BU’s female majority is nothing new

In any given Boston University classroom, dining hall or study lounge, about six out of 10 students are likely to be female.

BU’s high female proportion is notorious among the BU community, BU officials and students said. However, it is a trend that was set in motion from the very beginning of BU’s history.

BU became the first university to open all divisions to female students in 1872, and it became the first university to award a doctorate to a woman in 1877.

Throughout the late 20th century, higher education continued to become more accessible to women, BU spokesman Colin Riley said.

‘[The influx of women in higher education] was the pendulum swinging over the course of greater opportunity and accessibility to education in the past 20 years and the recognition that it’s very desirable to pursue that,’ he said.

Riley said regardless of BU’s progressive record, this is a phenomenon that is not enforced by or created by quotas.

‘This is an issue that has happened as more and more as a college education is seen as necessary in more and more young women in particular,’ he said. ‘As a result, you’ll have a greater percentage of women enrolled.’
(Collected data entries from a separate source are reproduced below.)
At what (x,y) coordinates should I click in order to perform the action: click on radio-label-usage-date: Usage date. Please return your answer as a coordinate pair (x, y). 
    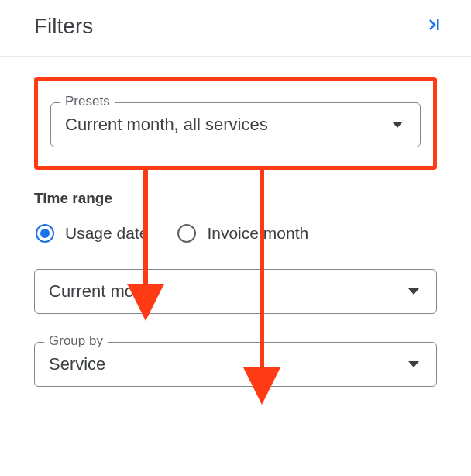
    Looking at the image, I should click on (107, 233).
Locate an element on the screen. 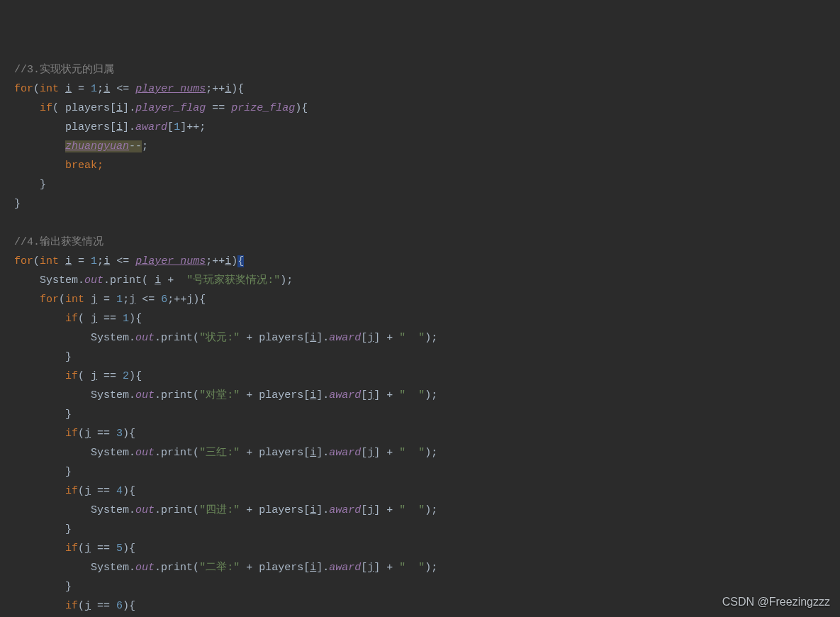 This screenshot has height=617, width=840. string-literal: "对堂:" is located at coordinates (220, 396).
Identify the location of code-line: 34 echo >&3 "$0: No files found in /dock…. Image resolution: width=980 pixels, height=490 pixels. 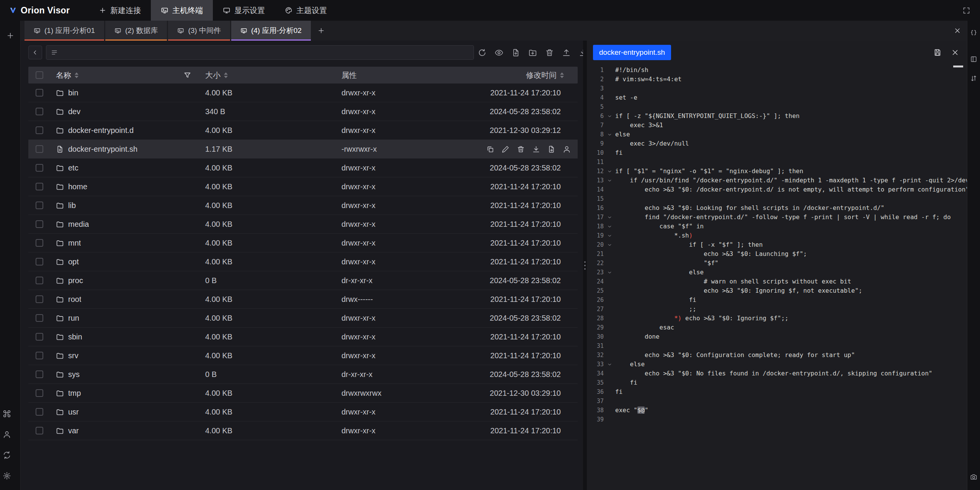
(777, 374).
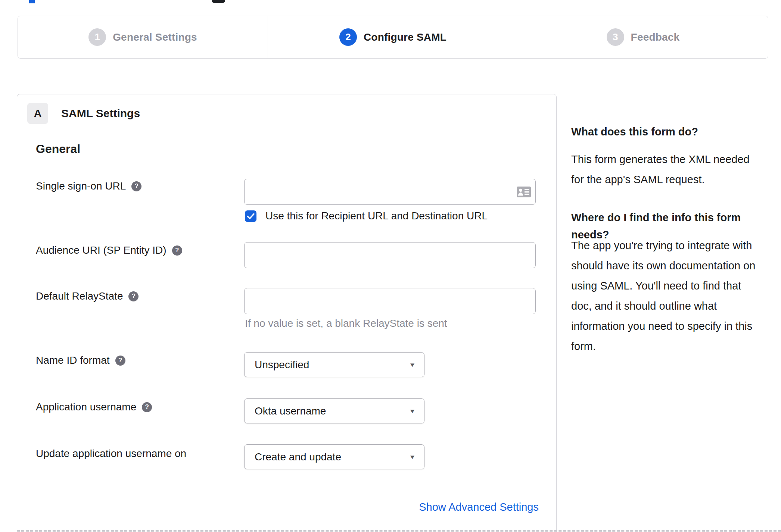  What do you see at coordinates (155, 37) in the screenshot?
I see `step-label: General Settings` at bounding box center [155, 37].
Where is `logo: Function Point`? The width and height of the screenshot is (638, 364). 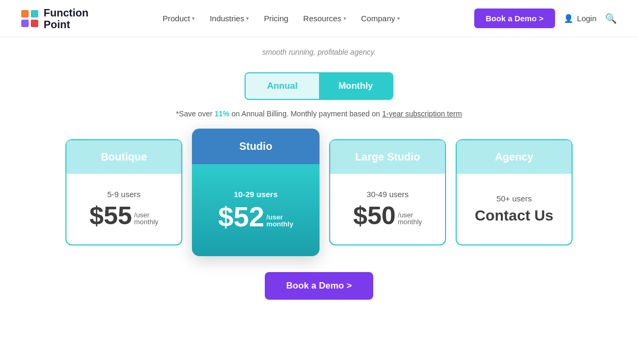 logo: Function Point is located at coordinates (55, 19).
Although BU officials have noticed the trend, there is no effort to reverse it, Riley said.

‘This is something that’s happening all around the country,’ he said. ‘It’s something that sociologists and educators are aware of when they’re looking at what’s going on in elementary and secondary schools and what direction boys are being pointed towards.’

Harvard University and Northeastern University are 51 percent women and 49 percent men. The Massachusetts Institute of Technology bucks the trend with a student population that is 46 percent women and 54 percent men.
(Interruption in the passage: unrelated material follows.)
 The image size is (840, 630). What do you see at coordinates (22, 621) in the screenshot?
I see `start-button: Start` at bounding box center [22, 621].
Dean of Students Kenneth Elmore said he still remembers being at school at a time when ‘there was great concern about the number of women having college and university experiences.’

‘It’s been interesting to see the change, the shift, as women are now going to college and having those experiences,’ he said.

The high proportion of women may stem from BU’s athletic program, women’s studies professor Barbara Gottfried said.

‘BU has no football team,’ she said.

The team was eliminated in 1997, and Gottfried said the funding was funneled into the expansion of women’s sports.

School of Management sophomore Nadia Tubaishat said her high school was evenly split, but the top 10 students were all female.

‘Maybe schools feel obligated to accept more women because they’re a minority,’ Tubaishat said. ‘But I actually think girls are just smarter.’

CAS freshman Tao Yang said the high proportion of girls does not bother him.

‘I’m fine with it,’ he said. ‘I don’t mind it.’

The uneven numbers do not discourage female students from coming to BU, College of Arts and Sciences sophomore Rachel Elkin said.

‘You can know the ratio coming in,’ she said. ‘I guess that doesn’t affect girls applying to BU because there are still more girls than boys.’